Arkansas Taxes

Cotton, Boozman Target Estate Tax

It’s early in the new Congress, but Arkansas’s senators are working hard in DC to reform the tax code to make it fairer and more pro-growth. By sponsoring bills to limit or repeal the estate, or death, tax, Senators Tom Cotton and John Boozman are advancing an agenda that will hopefully kill a tax that should have died decades ago.

The estate tax is a second level of taxation on income and assets that have already been taxed once. It is especially harmful to farmers and others who are land rich but cash poor. There have been various measures at the federal level to mitigate its impact, and it was repealed for one year, but the estate tax remains in place today.

Senators Cotton and Boozman are trying to change this. Senator Cotton has introduced S. 176, which would lower the estate tax rate to 20% from 40%. Senator Boozman has cosponsored this bill. Both senators have also cosponsored S. 215, which would repeal the estate tax entirely.  

Why is the estate tax so bad? Besides the basic unfairness of taxing income twice, it harms the economy and offers little in return. The Tax Foundation explains:

Estate and inheritance taxes are poor economic policy. They fall almost exclusively on the domestic capital stock—the accumulated wealth that makes America richer and more productive as a whole. Taxes levied on the capital stock restrict job growth and harm the economy. This study finds that repealing the U.S. estate tax would lead to the creation of nearly 150,000 jobs and would eventually increase federal tax receipts by $8 billion per year.

… the estate tax creates a cottage industry of tax planning, where skilled lawyers and accountants—people who could be more gainfully employed in the productive economy—instead devote energy to lowering the assessed value of estates. These losses, unseen and difficult to estimate, could be the greater concern.

The Tax Foundation has pointed out that the estate tax produces an extremely small share of federal revenue – .6% in 2014. This miniscule return to the tax is probably due, in large part, to this cottage industry of tax planning that advises people how to structure their estates to avoid the tax. This enriches lawyers and accountants, but it is a drain on the economy. An industry devoted to helping people avoid taxes is not an industry that is helping the economy be more productive. The money spent by those with large estates on this industry could better be spent elsewhere if the estate tax were repealed.

With the apparent popularity among Democrats for legislation that would dramatically increase taxes on the wealthy, it is unlikely that either of these estate tax bills will receive much bipartisan support. That’s unfortunate. Even if you think the rich should pay higher taxes, the estate tax is an especially poorly-designed tax. It is easily avoided by those with large estates, even if that avoidance comes at a fairly high cost. The estate tax is a harmful relic from the pre-World War I era. The time has come to end it once and for all.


● **What to produce**: What is the number of lines in the data that hold the string "JSON"? Reply with that number only.

[Dataset records on visual material]
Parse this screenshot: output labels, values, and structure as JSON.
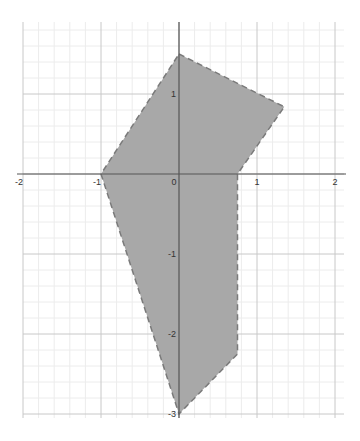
{
  "chart_data": {
    "type": "area",
    "title": "",
    "xlabel": "",
    "ylabel": "",
    "xlim": [
      -2.05,
      2.1
    ],
    "ylim": [
      -3.05,
      1.9
    ],
    "grid": true,
    "minor_grid_per_unit": 5,
    "x_ticks": [
      -2,
      -1,
      0,
      1,
      2
    ],
    "y_ticks": [
      1,
      -1,
      -2,
      -3
    ],
    "x_tick_labels": [
      "-2",
      "-1",
      "0",
      "1",
      "2"
    ],
    "y_tick_labels": [
      "1",
      "-1",
      "-2",
      "-3"
    ],
    "series": [
      {
        "name": "shaded polygon region",
        "kind": "polygon",
        "border": "dashed",
        "fill_color": "#a8a8a8",
        "stroke_color": "#7a7a7a",
        "vertices": [
          [
            0,
            1.5
          ],
          [
            1.35,
            0.84
          ],
          [
            0.75,
            0
          ],
          [
            0.75,
            -2.25
          ],
          [
            0,
            -3
          ],
          [
            -1,
            0
          ]
        ]
      }
    ]
  },
  "layout": {
    "origin_px": [
      179,
      174
    ],
    "unit_px_x": 78,
    "unit_px_y": 80,
    "grid_box": [
      23,
      22,
      344,
      418
    ],
    "colors": {
      "axis": "#555555",
      "major_grid": "#c8c8c8",
      "minor_grid": "#ececec"
    }
  }
}
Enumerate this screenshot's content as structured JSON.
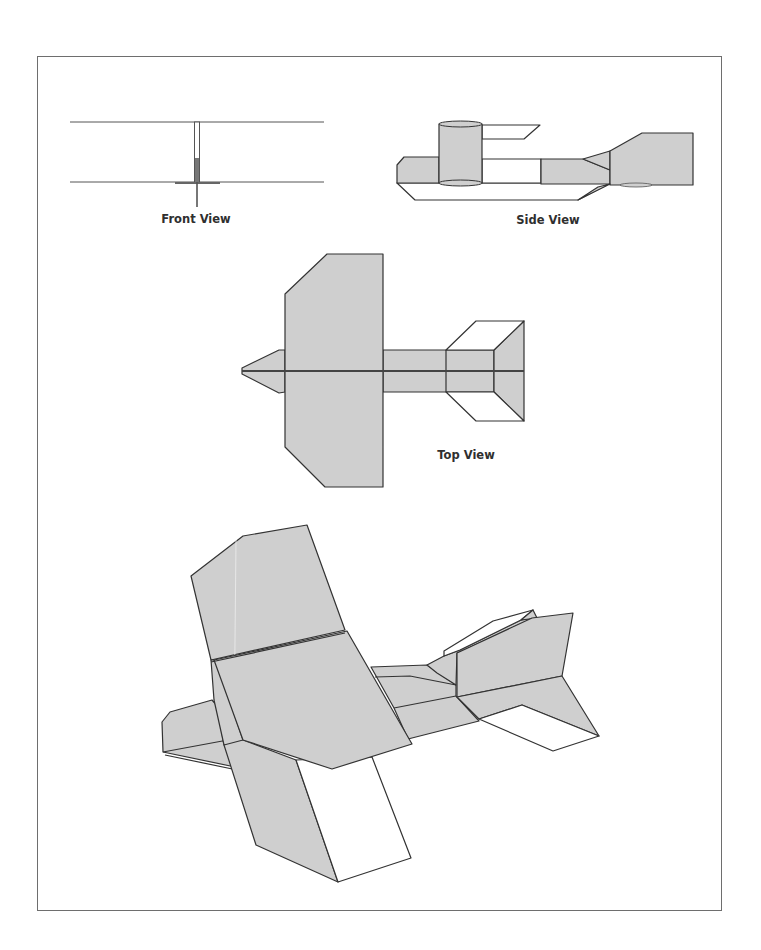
{
  "figure": {
    "colors": {
      "fill_gray": "#cfcfcf",
      "outline": "#333333",
      "frame": "#6e6e6e",
      "label_text": "#2f2f2f"
    },
    "views": [
      {
        "id": "front",
        "label": "Front View"
      },
      {
        "id": "side",
        "label": "Side View"
      },
      {
        "id": "top",
        "label": "Top View"
      },
      {
        "id": "perspective",
        "label": ""
      }
    ]
  }
}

● **Expected answer**: 2